Barrel Blues Force Big Oil Buyback Dilemma As Prices Hit Three-Year Lows

As crude prices sink to three-year lows, the oil industry has splintered like fractured shale rock. The double whammy of waning oil demand and OPEC+’s surprise production hike has sent barrel prices plummeting from $78 in Jan. 2025 to $57 today. With many producers squeezed beneath the ~$65 profitability threshold, this slowdown could halve America’s oil rig count and jeopardize one of energy firms’ biggest bargaining chips, share buybacks.
- Oil titans weathered the storm as ExxonXOM, ShellSHEL, and ChevronCVX cleared Wall Street’s earnings bar — but markets remained unsold as theXLE dipped 3% over the last 5 days.
- Smaller firms haven’t been as lucky, with Phillips 66PSX and HessHES missing EPS expectations by 25.6% and 6.4%, respectively.
Survival tactics: With the sector in freefall, buybacks are taking center stage to shore up share values. Shell launched a fresh $3.5B program, Exxon steadfastly maintained its $4.8B quarterly pace, while Chevron slashed repurchases by 30%, and BPBP followed suit. As Trump pushes for $50 barrels, it’s evident that not everyone can afford to keep their chips on this petroleum poker table.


:: Aim of the exercise ::
Every line of the data below is to be duplicated exactly, pictures excepted.

:: Data for the task ::
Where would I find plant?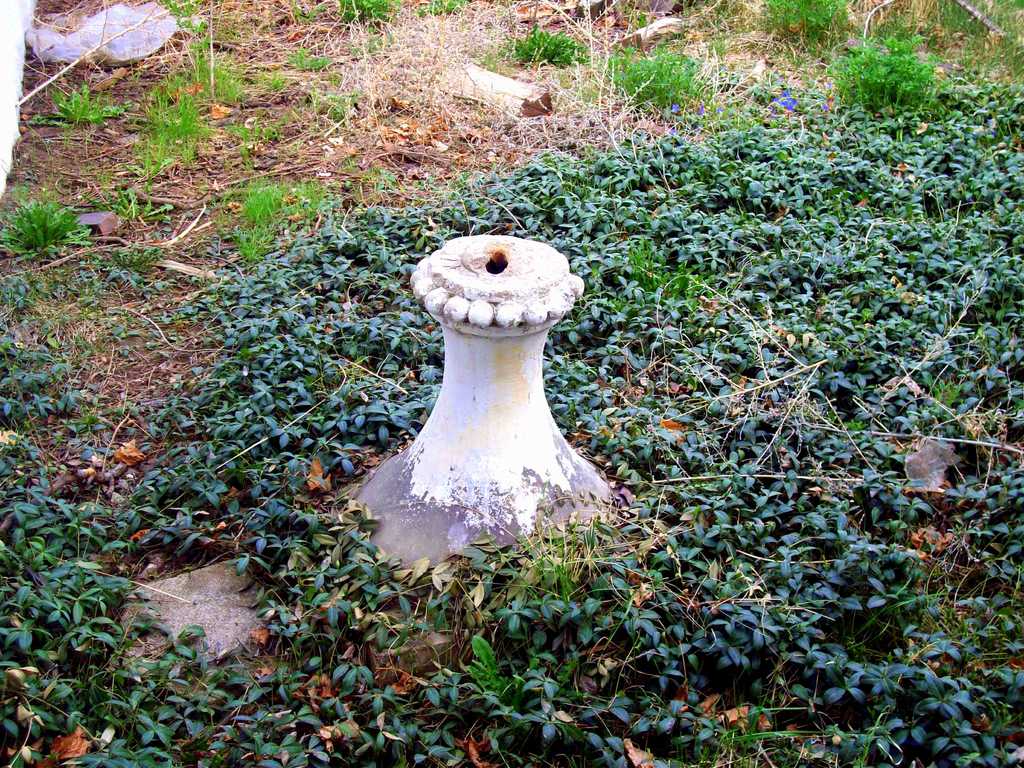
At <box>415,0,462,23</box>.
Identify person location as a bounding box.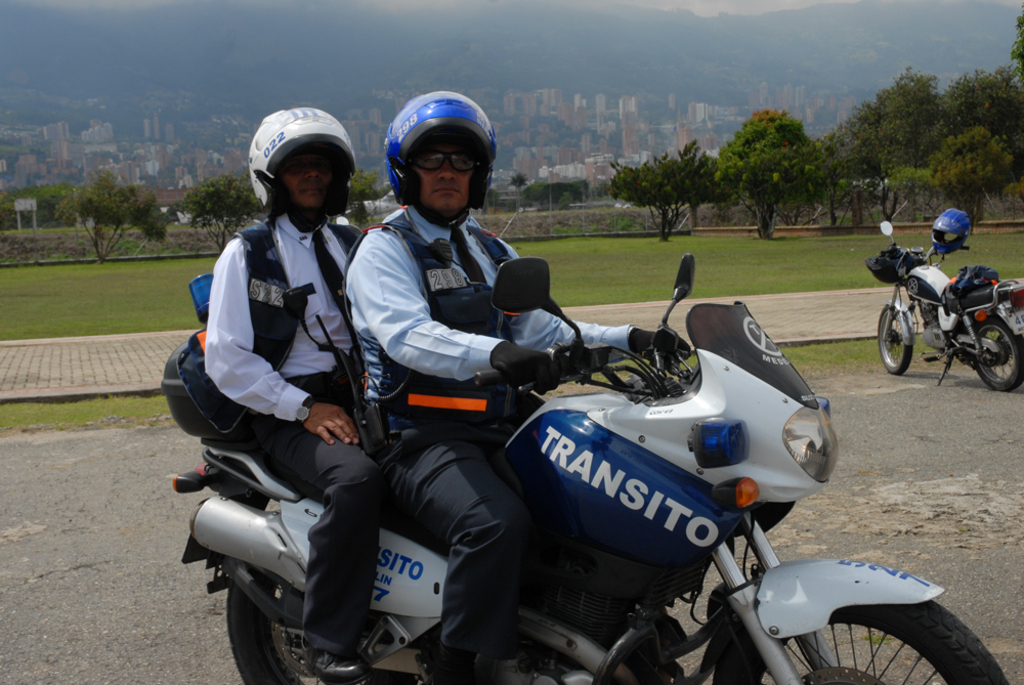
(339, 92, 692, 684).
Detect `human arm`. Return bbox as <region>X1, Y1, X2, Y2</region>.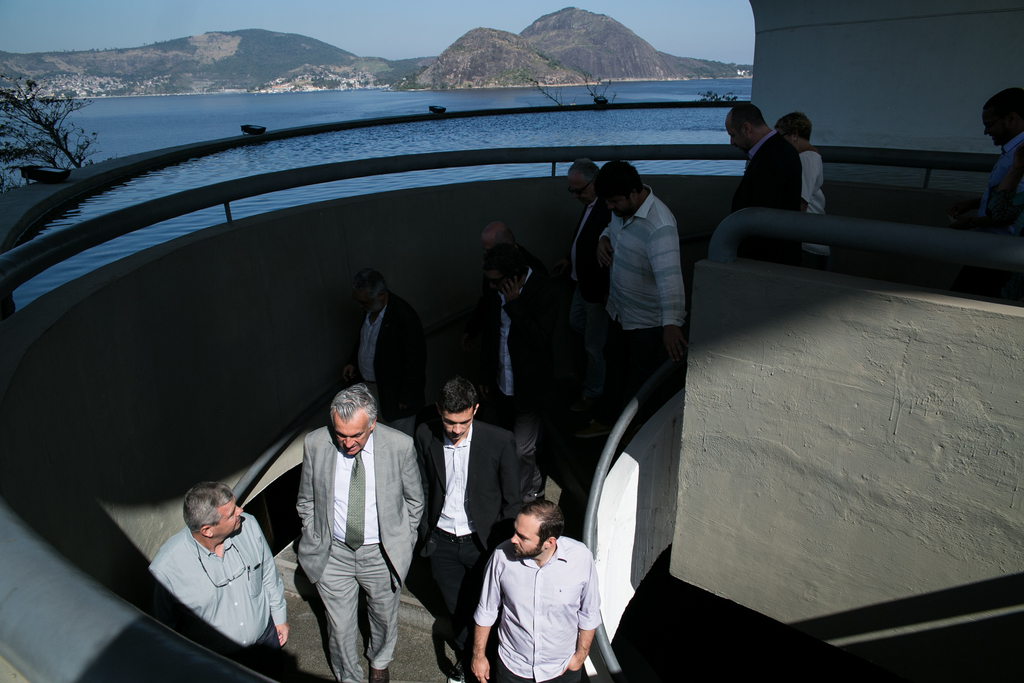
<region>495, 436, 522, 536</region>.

:: Expected answer ::
Where would I find plant?
At <box>415,0,462,23</box>.
Identify person location as a bounding box.
(339, 92, 692, 684).
Detect `human arm`. Return bbox as <region>X1, Y1, X2, Y2</region>.
<region>495, 436, 522, 536</region>.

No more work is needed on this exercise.